Health Care

Five Ways to Improve Care at the End of Life

March 1, 2017  • Kathleen G. Sebelius & Tommy G. Thompson

This article was originally published by STAT on February 24, 2017.
All of us face the difficult prospect of a parent or loved one suffering from an illness that ultimately leads to death. When that time comes, we will want to ease their physical and emotional pain, respect their wishes, and allow them to die with dignity — the same things we will want for ourselves.

The way that Americans die has changed but, unfortunately, our medical system hasn’t kept up. It was designed at a time when death was often sudden or declines in health were relatively rapid. These days it is much more common for people to live longer with multiple chronic conditions, and we have the technology to prolong life as death approaches. End-of-life care is fragmented, intensive, and costly — and patients’ wishes are often lost due to poor communication.

As baby boomers continue to age, swelling the ranks of the elderly and those near death, how seriously ill people approaching the end of life are cared for must be reformed. We had the honor of chairing the Aspen Health Strategy Group, composed of 23 experienced leaders in health care, technology, and the media, as it explored ways to improve care at the end of life. Here are five of the transformative ideas we included in the group’s report, “Improving Care at the End of Life.”

Emphasize planning for the inevitable

Creating an advance directive and speaking to loved ones about end-of-life care wishes should be as natural and commonplace as financial planning. Far too many care decisions are made by family members who are only guessing at the wishes of their loved ones. It’s awkward to talk about death and dying, but necessary. By integrating advanced care planning into things we already do in our daily lives like using smartphones or making employee benefit decisions, we can encourage these much-needed conversations.

Refine Medicare coverage

Two serious gaps in health insurance coverage threaten many people facing the end of life. Medicare does not provide coverage for social supports, like breaks for family caregivers, or for the coordination of care. Medicare policy should be changed to include benefits for those diagnosed with advanced illness that provide social supports and care coordination through a defined care team. This kind of coverage would encourage team-based organizations to meet the needs of patients. Medicare should test the integration of its hospice benefit into Medicare Advantage and other demonstrations. Improving efficiency and delivery will help those who are seriously ill get the care they need — and help their caregivers deliver it — without jumping through hurdles and battling a bureaucracy not designed with their circumstances in mind.

Measure the effectiveness of end-of-life care

Only by understanding how well health care and social services support individuals at the ends of their lives can we understand, demand, and reward good performance by their caregivers. So we need to develop metrics that can provide accountability and transparency. In addition to measuring the quality of care, these metrics must also measure patient preferences and families’ experience as they care for their loved ones.

Train more clinicians in palliative care

Graduate medical education includes little training on the needs of patients in the last years or days of their lives. We need to create financial and professional incentives to expand the number of doctors, nurses, nurse practitioners, social workers, and other health care professionals who have the right training to effectively and compassionately provide end-of-life care.

Get community input on better models of care

Addressing this urgent need will create disruptions in how health care is delivered. Leadership by policymakers and private sector leaders is required to improve end-of-life care, but so is a social consensus that such a change is needed. This can happen only at the local level. Some communities will rise to this challenge. Those that do so successfully should be held up as examples and the lessons they learn shared with others seeking to achieve the same ends.

We sincerely hope that health care policy leaders will take this problem head-on. Much more can be done to make sure that all Americans die according to their wishes and with dignity. By implementing the ideas outlined above, we can make important strides to that end.

Kathleen G. Sebelius was the secretary of Health and Human Services from 2009 to 2014. Tommy G. Thompson was the secretary of Health and Human Services from 2001 to 2005. They are co-chairs of the Aspen Health Strategy Group.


■ WORK ORDER:
For the records that follow, restate each one word for word and leave the images behind.

(Figure content listings)
====

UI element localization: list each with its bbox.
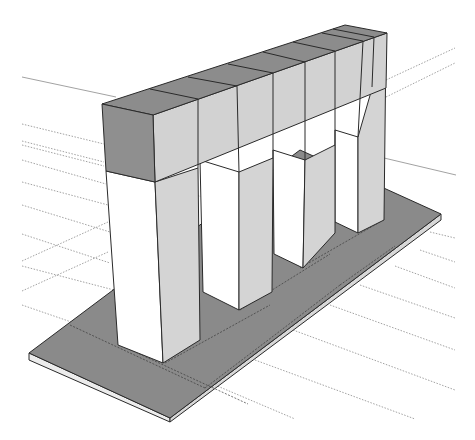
post-4-front xyxy=(335,130,358,233)
model-canvas xyxy=(0,0,475,440)
post-2-side xyxy=(239,158,273,310)
post-2-front xyxy=(200,160,239,310)
guide-lines-left xyxy=(22,77,116,325)
beam-front-end xyxy=(102,104,155,182)
post-2[interactable] xyxy=(200,158,273,310)
3d-viewport[interactable] xyxy=(0,0,475,440)
post-1-side xyxy=(155,168,200,363)
post-3-front xyxy=(273,150,305,268)
post-1[interactable] xyxy=(106,168,200,363)
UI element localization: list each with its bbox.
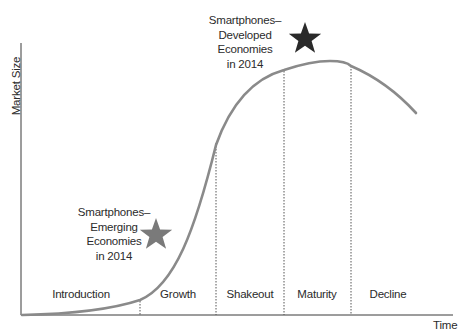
developed-line-1: Smartphones–: [209, 13, 281, 28]
stage-decline: Decline: [370, 288, 407, 300]
developed-star-icon: [289, 22, 321, 53]
x-axis-label: Time: [433, 319, 457, 331]
developed-line-3: Economies: [209, 42, 281, 57]
emerging-line-1: Smartphones–: [78, 205, 150, 220]
emerging-line-2: Emerging: [78, 220, 150, 235]
stage-shakeout: Shakeout: [227, 288, 274, 300]
developed-line-2: Developed: [209, 28, 281, 43]
emerging-line-4: in 2014: [78, 249, 150, 264]
stage-growth: Growth: [160, 288, 196, 300]
life-cycle-curve: [22, 61, 416, 315]
emerging-annotation: Smartphones– Emerging Economies in 2014: [78, 205, 150, 263]
stage-introduction: Introduction: [52, 288, 110, 300]
developed-annotation: Smartphones– Developed Economies in 2014: [209, 13, 281, 71]
emerging-line-3: Economies: [78, 234, 150, 249]
y-axis-label: Market Size: [10, 56, 22, 116]
stage-maturity: Maturity: [297, 288, 336, 300]
developed-line-4: in 2014: [209, 57, 281, 72]
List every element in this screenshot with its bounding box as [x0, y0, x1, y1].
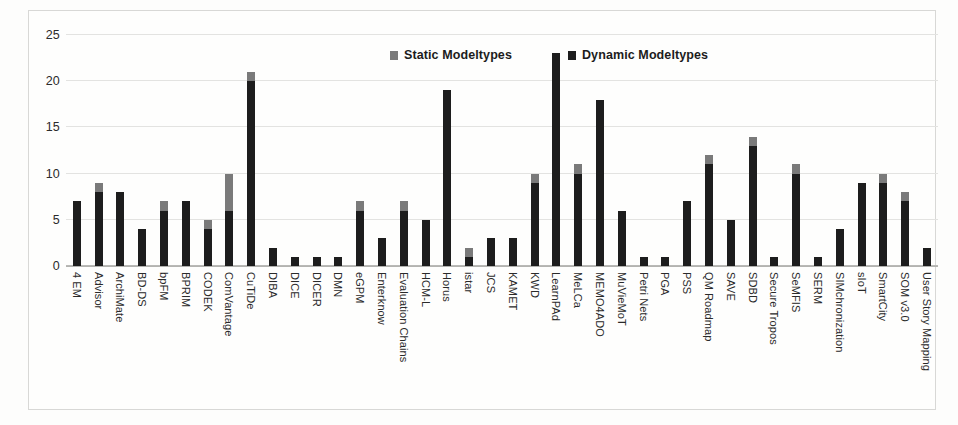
bar-slot[interactable]	[611, 35, 633, 266]
bar-segment-dynamic[interactable]	[858, 183, 866, 266]
bar-segment-dynamic[interactable]	[574, 174, 582, 266]
bar-slot[interactable]	[175, 35, 197, 266]
bar-segment-dynamic[interactable]	[552, 53, 560, 266]
bar-segment-static[interactable]	[574, 164, 582, 173]
bar-slot[interactable]	[131, 35, 153, 266]
bar-stack[interactable]	[836, 229, 844, 266]
bar-slot[interactable]	[393, 35, 415, 266]
bar-slot[interactable]	[829, 35, 851, 266]
bar-segment-dynamic[interactable]	[531, 183, 539, 266]
bar-segment-dynamic[interactable]	[879, 183, 887, 266]
bar-segment-dynamic[interactable]	[182, 201, 190, 266]
bar-segment-dynamic[interactable]	[225, 211, 233, 266]
bar-stack[interactable]	[879, 174, 887, 266]
bar-segment-static[interactable]	[792, 164, 800, 173]
bar-segment-static[interactable]	[531, 174, 539, 183]
bar-segment-static[interactable]	[400, 201, 408, 210]
bar-segment-static[interactable]	[901, 192, 909, 201]
bar-stack[interactable]	[661, 257, 669, 266]
bar-slot[interactable]	[262, 35, 284, 266]
bar-stack[interactable]	[465, 248, 473, 266]
bar-segment-dynamic[interactable]	[95, 192, 103, 266]
bar-stack[interactable]	[923, 248, 931, 266]
bar-slot[interactable]	[437, 35, 459, 266]
bar-slot[interactable]	[371, 35, 393, 266]
bar-segment-dynamic[interactable]	[509, 238, 517, 266]
bar-segment-dynamic[interactable]	[749, 146, 757, 266]
bar-stack[interactable]	[552, 53, 560, 266]
bar-slot[interactable]	[240, 35, 262, 266]
bar-segment-dynamic[interactable]	[422, 220, 430, 266]
bar-segment-static[interactable]	[204, 220, 212, 229]
bar-slot[interactable]	[676, 35, 698, 266]
bar-segment-dynamic[interactable]	[291, 257, 299, 266]
bar-slot[interactable]	[655, 35, 677, 266]
bar-stack[interactable]	[618, 211, 626, 266]
bar-stack[interactable]	[378, 238, 386, 266]
bar-slot[interactable]	[698, 35, 720, 266]
bar-slot[interactable]	[546, 35, 568, 266]
bar-segment-dynamic[interactable]	[770, 257, 778, 266]
bar-stack[interactable]	[509, 238, 517, 266]
bar-slot[interactable]	[458, 35, 480, 266]
bar-stack[interactable]	[574, 164, 582, 266]
bar-segment-dynamic[interactable]	[443, 90, 451, 266]
bar-slot[interactable]	[720, 35, 742, 266]
bar-segment-dynamic[interactable]	[683, 201, 691, 266]
bar-segment-dynamic[interactable]	[596, 100, 604, 266]
bar-slot[interactable]	[524, 35, 546, 266]
bar-stack[interactable]	[400, 201, 408, 266]
bar-segment-dynamic[interactable]	[901, 201, 909, 266]
bar-segment-dynamic[interactable]	[247, 81, 255, 266]
bar-slot[interactable]	[567, 35, 589, 266]
bar-slot[interactable]	[66, 35, 88, 266]
bar-stack[interactable]	[204, 220, 212, 266]
bar-stack[interactable]	[73, 201, 81, 266]
bar-segment-dynamic[interactable]	[923, 248, 931, 266]
bar-slot[interactable]	[349, 35, 371, 266]
bar-slot[interactable]	[916, 35, 938, 266]
bar-segment-dynamic[interactable]	[269, 248, 277, 266]
bar-segment-dynamic[interactable]	[487, 238, 495, 266]
bar-segment-dynamic[interactable]	[160, 211, 168, 266]
bar-slot[interactable]	[328, 35, 350, 266]
bar-slot[interactable]	[633, 35, 655, 266]
bar-stack[interactable]	[356, 201, 364, 266]
bar-stack[interactable]	[640, 257, 648, 266]
bar-slot[interactable]	[894, 35, 916, 266]
bar-stack[interactable]	[770, 257, 778, 266]
bar-stack[interactable]	[138, 229, 146, 266]
bar-segment-static[interactable]	[356, 201, 364, 210]
bar-stack[interactable]	[225, 174, 233, 266]
bar-slot[interactable]	[764, 35, 786, 266]
bar-segment-static[interactable]	[879, 174, 887, 183]
bar-stack[interactable]	[596, 100, 604, 266]
bar-segment-dynamic[interactable]	[465, 257, 473, 266]
bar-stack[interactable]	[116, 192, 124, 266]
bar-stack[interactable]	[334, 257, 342, 266]
bar-segment-static[interactable]	[705, 155, 713, 164]
bar-stack[interactable]	[95, 183, 103, 266]
bar-segment-static[interactable]	[465, 248, 473, 257]
bar-slot[interactable]	[872, 35, 894, 266]
bar-segment-dynamic[interactable]	[334, 257, 342, 266]
bar-segment-dynamic[interactable]	[73, 201, 81, 266]
bar-stack[interactable]	[531, 174, 539, 266]
bar-slot[interactable]	[88, 35, 110, 266]
bar-slot[interactable]	[851, 35, 873, 266]
bar-segment-dynamic[interactable]	[378, 238, 386, 266]
bar-segment-dynamic[interactable]	[836, 229, 844, 266]
bar-slot[interactable]	[785, 35, 807, 266]
bar-segment-dynamic[interactable]	[116, 192, 124, 266]
bar-slot[interactable]	[219, 35, 241, 266]
bar-slot[interactable]	[197, 35, 219, 266]
bar-segment-dynamic[interactable]	[705, 164, 713, 266]
bar-stack[interactable]	[313, 257, 321, 266]
bar-stack[interactable]	[792, 164, 800, 266]
bar-stack[interactable]	[901, 192, 909, 266]
bar-segment-dynamic[interactable]	[313, 257, 321, 266]
bar-stack[interactable]	[487, 238, 495, 266]
bar-stack[interactable]	[269, 248, 277, 266]
bar-slot[interactable]	[807, 35, 829, 266]
bar-stack[interactable]	[182, 201, 190, 266]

====

■ EXPECTED ANSWER:
UI element localization: list each with its bbox.
post-4-front xyxy=(335,130,358,233)
model-canvas xyxy=(0,0,475,440)
post-2-side xyxy=(239,158,273,310)
post-2-front xyxy=(200,160,239,310)
guide-lines-left xyxy=(22,77,116,325)
beam-front-end xyxy=(102,104,155,182)
post-2[interactable] xyxy=(200,158,273,310)
3d-viewport[interactable] xyxy=(0,0,475,440)
post-1-side xyxy=(155,168,200,363)
post-3-front xyxy=(273,150,305,268)
post-1[interactable] xyxy=(106,168,200,363)
UI element localization: list each with its bbox.
developed-line-1: Smartphones–: [209, 13, 281, 28]
stage-decline: Decline: [370, 288, 407, 300]
developed-star-icon: [289, 22, 321, 53]
x-axis-label: Time: [433, 319, 457, 331]
developed-line-3: Economies: [209, 42, 281, 57]
emerging-line-1: Smartphones–: [78, 205, 150, 220]
emerging-line-2: Emerging: [78, 220, 150, 235]
stage-shakeout: Shakeout: [227, 288, 274, 300]
developed-line-2: Developed: [209, 28, 281, 43]
emerging-line-4: in 2014: [78, 249, 150, 264]
stage-growth: Growth: [160, 288, 196, 300]
life-cycle-curve: [22, 61, 416, 315]
emerging-annotation: Smartphones– Emerging Economies in 2014: [78, 205, 150, 263]
stage-introduction: Introduction: [52, 288, 110, 300]
developed-annotation: Smartphones– Developed Economies in 2014: [209, 13, 281, 71]
emerging-line-3: Economies: [78, 234, 150, 249]
y-axis-label: Market Size: [10, 56, 22, 116]
stage-maturity: Maturity: [297, 288, 336, 300]
developed-line-4: in 2014: [209, 57, 281, 72]
List every element in this screenshot with its bounding box as [x0, y0, x1, y1].
bar-slot[interactable]	[611, 35, 633, 266]
bar-segment-dynamic[interactable]	[858, 183, 866, 266]
bar-segment-dynamic[interactable]	[574, 174, 582, 266]
bar-slot[interactable]	[175, 35, 197, 266]
bar-segment-dynamic[interactable]	[552, 53, 560, 266]
bar-segment-static[interactable]	[574, 164, 582, 173]
bar-slot[interactable]	[131, 35, 153, 266]
bar-stack[interactable]	[836, 229, 844, 266]
bar-slot[interactable]	[393, 35, 415, 266]
bar-slot[interactable]	[829, 35, 851, 266]
bar-segment-dynamic[interactable]	[531, 183, 539, 266]
bar-segment-dynamic[interactable]	[879, 183, 887, 266]
bar-segment-dynamic[interactable]	[182, 201, 190, 266]
bar-segment-dynamic[interactable]	[225, 211, 233, 266]
bar-stack[interactable]	[879, 174, 887, 266]
bar-segment-static[interactable]	[792, 164, 800, 173]
bar-segment-static[interactable]	[531, 174, 539, 183]
bar-segment-static[interactable]	[400, 201, 408, 210]
bar-segment-static[interactable]	[901, 192, 909, 201]
bar-stack[interactable]	[661, 257, 669, 266]
bar-slot[interactable]	[262, 35, 284, 266]
bar-stack[interactable]	[465, 248, 473, 266]
bar-segment-dynamic[interactable]	[95, 192, 103, 266]
bar-stack[interactable]	[923, 248, 931, 266]
bar-slot[interactable]	[437, 35, 459, 266]
bar-slot[interactable]	[371, 35, 393, 266]
bar-segment-dynamic[interactable]	[509, 238, 517, 266]
bar-segment-dynamic[interactable]	[749, 146, 757, 266]
bar-stack[interactable]	[552, 53, 560, 266]
bar-slot[interactable]	[240, 35, 262, 266]
bar-segment-dynamic[interactable]	[422, 220, 430, 266]
bar-segment-static[interactable]	[204, 220, 212, 229]
bar-slot[interactable]	[676, 35, 698, 266]
bar-segment-dynamic[interactable]	[291, 257, 299, 266]
bar-slot[interactable]	[655, 35, 677, 266]
bar-stack[interactable]	[618, 211, 626, 266]
bar-stack[interactable]	[378, 238, 386, 266]
bar-slot[interactable]	[698, 35, 720, 266]
bar-slot[interactable]	[546, 35, 568, 266]
bar-segment-dynamic[interactable]	[770, 257, 778, 266]
bar-stack[interactable]	[509, 238, 517, 266]
bar-slot[interactable]	[458, 35, 480, 266]
bar-stack[interactable]	[574, 164, 582, 266]
bar-segment-dynamic[interactable]	[443, 90, 451, 266]
bar-slot[interactable]	[720, 35, 742, 266]
bar-segment-dynamic[interactable]	[683, 201, 691, 266]
bar-segment-dynamic[interactable]	[596, 100, 604, 266]
bar-slot[interactable]	[524, 35, 546, 266]
bar-stack[interactable]	[400, 201, 408, 266]
bar-segment-dynamic[interactable]	[901, 201, 909, 266]
bar-segment-dynamic[interactable]	[247, 81, 255, 266]
bar-slot[interactable]	[567, 35, 589, 266]
bar-slot[interactable]	[66, 35, 88, 266]
bar-stack[interactable]	[204, 220, 212, 266]
bar-stack[interactable]	[73, 201, 81, 266]
bar-segment-dynamic[interactable]	[923, 248, 931, 266]
bar-slot[interactable]	[349, 35, 371, 266]
bar-slot[interactable]	[916, 35, 938, 266]
bar-segment-dynamic[interactable]	[269, 248, 277, 266]
bar-segment-dynamic[interactable]	[487, 238, 495, 266]
bar-segment-dynamic[interactable]	[160, 211, 168, 266]
bar-slot[interactable]	[328, 35, 350, 266]
bar-slot[interactable]	[633, 35, 655, 266]
bar-stack[interactable]	[356, 201, 364, 266]
bar-stack[interactable]	[640, 257, 648, 266]
bar-slot[interactable]	[894, 35, 916, 266]
bar-stack[interactable]	[770, 257, 778, 266]
bar-stack[interactable]	[138, 229, 146, 266]
bar-segment-static[interactable]	[356, 201, 364, 210]
bar-stack[interactable]	[225, 174, 233, 266]
bar-slot[interactable]	[764, 35, 786, 266]
bar-segment-static[interactable]	[879, 174, 887, 183]
bar-stack[interactable]	[596, 100, 604, 266]
bar-segment-dynamic[interactable]	[465, 257, 473, 266]
bar-stack[interactable]	[116, 192, 124, 266]
bar-stack[interactable]	[334, 257, 342, 266]
bar-segment-static[interactable]	[705, 155, 713, 164]
bar-stack[interactable]	[95, 183, 103, 266]
bar-segment-static[interactable]	[465, 248, 473, 257]
bar-slot[interactable]	[872, 35, 894, 266]
bar-segment-dynamic[interactable]	[334, 257, 342, 266]
bar-segment-dynamic[interactable]	[73, 201, 81, 266]
bar-stack[interactable]	[531, 174, 539, 266]
bar-slot[interactable]	[88, 35, 110, 266]
bar-slot[interactable]	[851, 35, 873, 266]
bar-segment-dynamic[interactable]	[378, 238, 386, 266]
bar-segment-dynamic[interactable]	[836, 229, 844, 266]
bar-slot[interactable]	[785, 35, 807, 266]
bar-segment-dynamic[interactable]	[116, 192, 124, 266]
bar-slot[interactable]	[219, 35, 241, 266]
bar-slot[interactable]	[197, 35, 219, 266]
bar-segment-dynamic[interactable]	[705, 164, 713, 266]
bar-stack[interactable]	[313, 257, 321, 266]
bar-stack[interactable]	[792, 164, 800, 266]
bar-stack[interactable]	[901, 192, 909, 266]
bar-segment-dynamic[interactable]	[313, 257, 321, 266]
bar-stack[interactable]	[487, 238, 495, 266]
bar-stack[interactable]	[269, 248, 277, 266]
bar-slot[interactable]	[807, 35, 829, 266]
bar-stack[interactable]	[182, 201, 190, 266]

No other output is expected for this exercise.